Awesome. Just one typo: the overloaded method should be private, otherwise the counter will never be run. Also, making the insert position public doesn't sound like a good idea because people would mess it up.
Hello. Great videos first of all. Second: when you add a new node_Object, you increment the size of the tree(currentSize++) correct? So in this case the field variable currentSize represents the number of nodes in the tree and not the height right?!
why do you use return for either "return add(obj, node.right)" or "return add(obj, node.left) in the 2nd method? It is void method, so I thought you can call it without return
I think he uses return to prevent next lines to be executed. And eventually, you'll always be returning null. Because the actual insertion returns null. The calls you mention return what the recursive call returns... and that will always be null if the insertion succeded.
Awesome. Just one typo: the overloaded method should be private, otherwise the counter will never be run. Also, making the insert position public doesn't sound like a good idea because people would mess it up.
Great video , Thanks you !
Hello. Great videos first of all. Second: when you add a new node_Object, you increment the size of the tree(currentSize++) correct? So in this case the field variable currentSize represents the number of nodes in the tree and not the height right?!
Right because the currentSize++ established only at the end of the function , and its represent the number of all nodes in the tree.
thanks
Hammer time at 2:37
Can someone please confirm if this code compiles? Because it's a void return method, why are we returning a recursive add method? Thanks
Remove the return your code will run...
the add method returns null, so returning a add() call returns the return of it which is null when the recursive stack terminates.
why do you use return for either "return add(obj, node.right)"
or "return add(obj, node.left) in the 2nd method? It is void method, so I thought you can call it without return
I think he uses return to prevent next lines to be executed. And eventually, you'll always be returning null. Because the actual insertion returns null. The calls you mention return what the recursive call returns... and that will always be null if the insertion succeded.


--- REQUIREMENT ---
Write out the records that follow exactly. Do not include pictures.

===== MATERIAL FOR THIS TASK =====

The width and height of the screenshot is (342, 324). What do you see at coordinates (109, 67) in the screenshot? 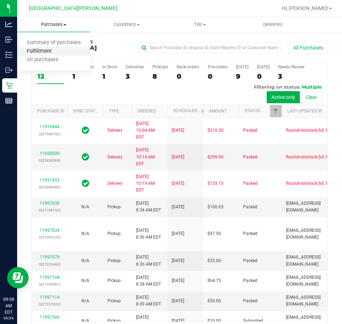
I see `div: In Store` at bounding box center [109, 67].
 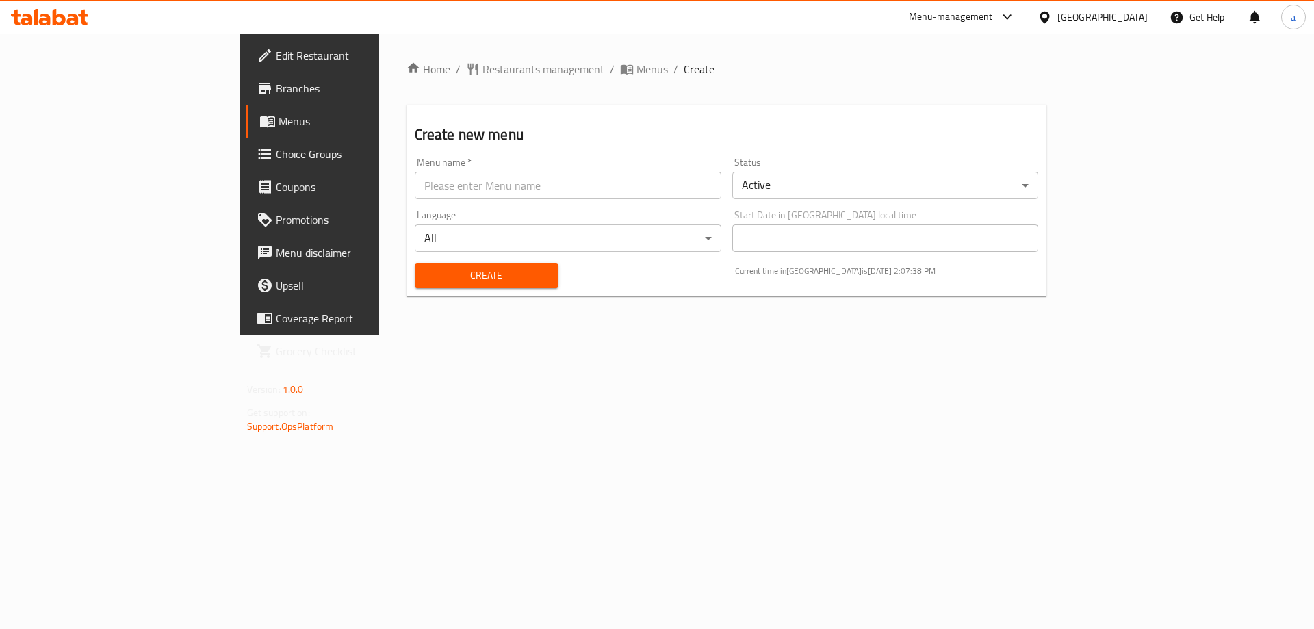 What do you see at coordinates (362, 351) in the screenshot?
I see `span: Grocery Checklist` at bounding box center [362, 351].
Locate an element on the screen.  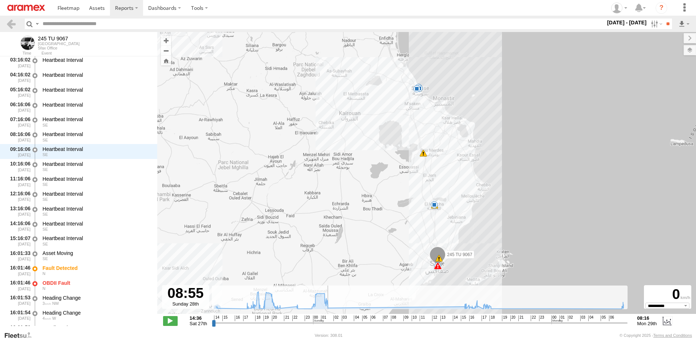
div: 245 TU 9067 - View Asset History is located at coordinates (59, 39).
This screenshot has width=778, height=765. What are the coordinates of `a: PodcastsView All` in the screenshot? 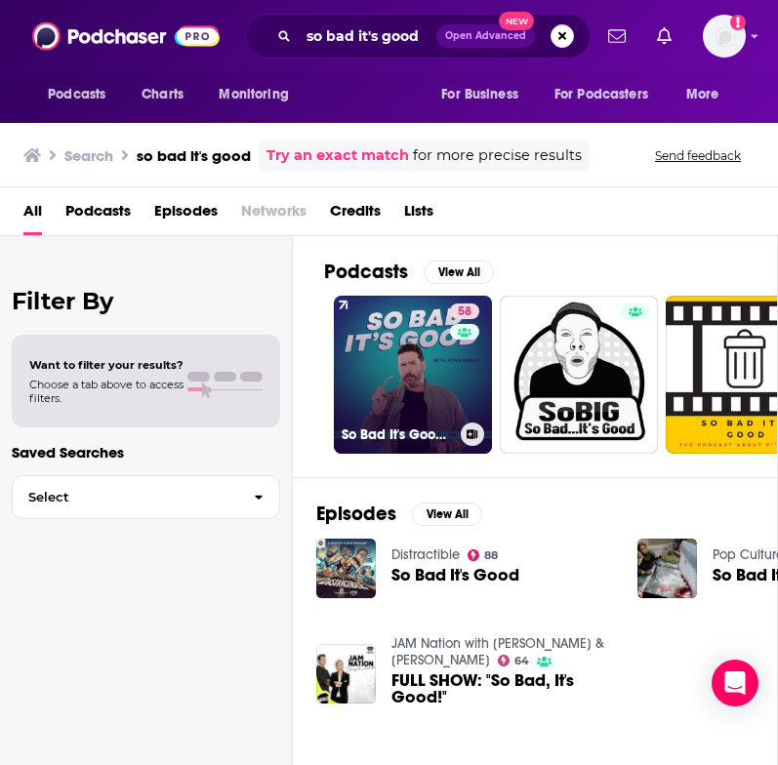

=====

--- PROBLEM SOLUTION ---
The width and height of the screenshot is (342, 324). What do you see at coordinates (109, 67) in the screenshot? 
I see `div: In Store` at bounding box center [109, 67].
  What do you see at coordinates (362, 351) in the screenshot?
I see `span: Grocery Checklist` at bounding box center [362, 351].
Locate an element on the screen.  
div: 245 TU 9067 - View Asset History is located at coordinates (59, 39).
This screenshot has width=778, height=765. What are the coordinates of `a: PodcastsView All` in the screenshot? 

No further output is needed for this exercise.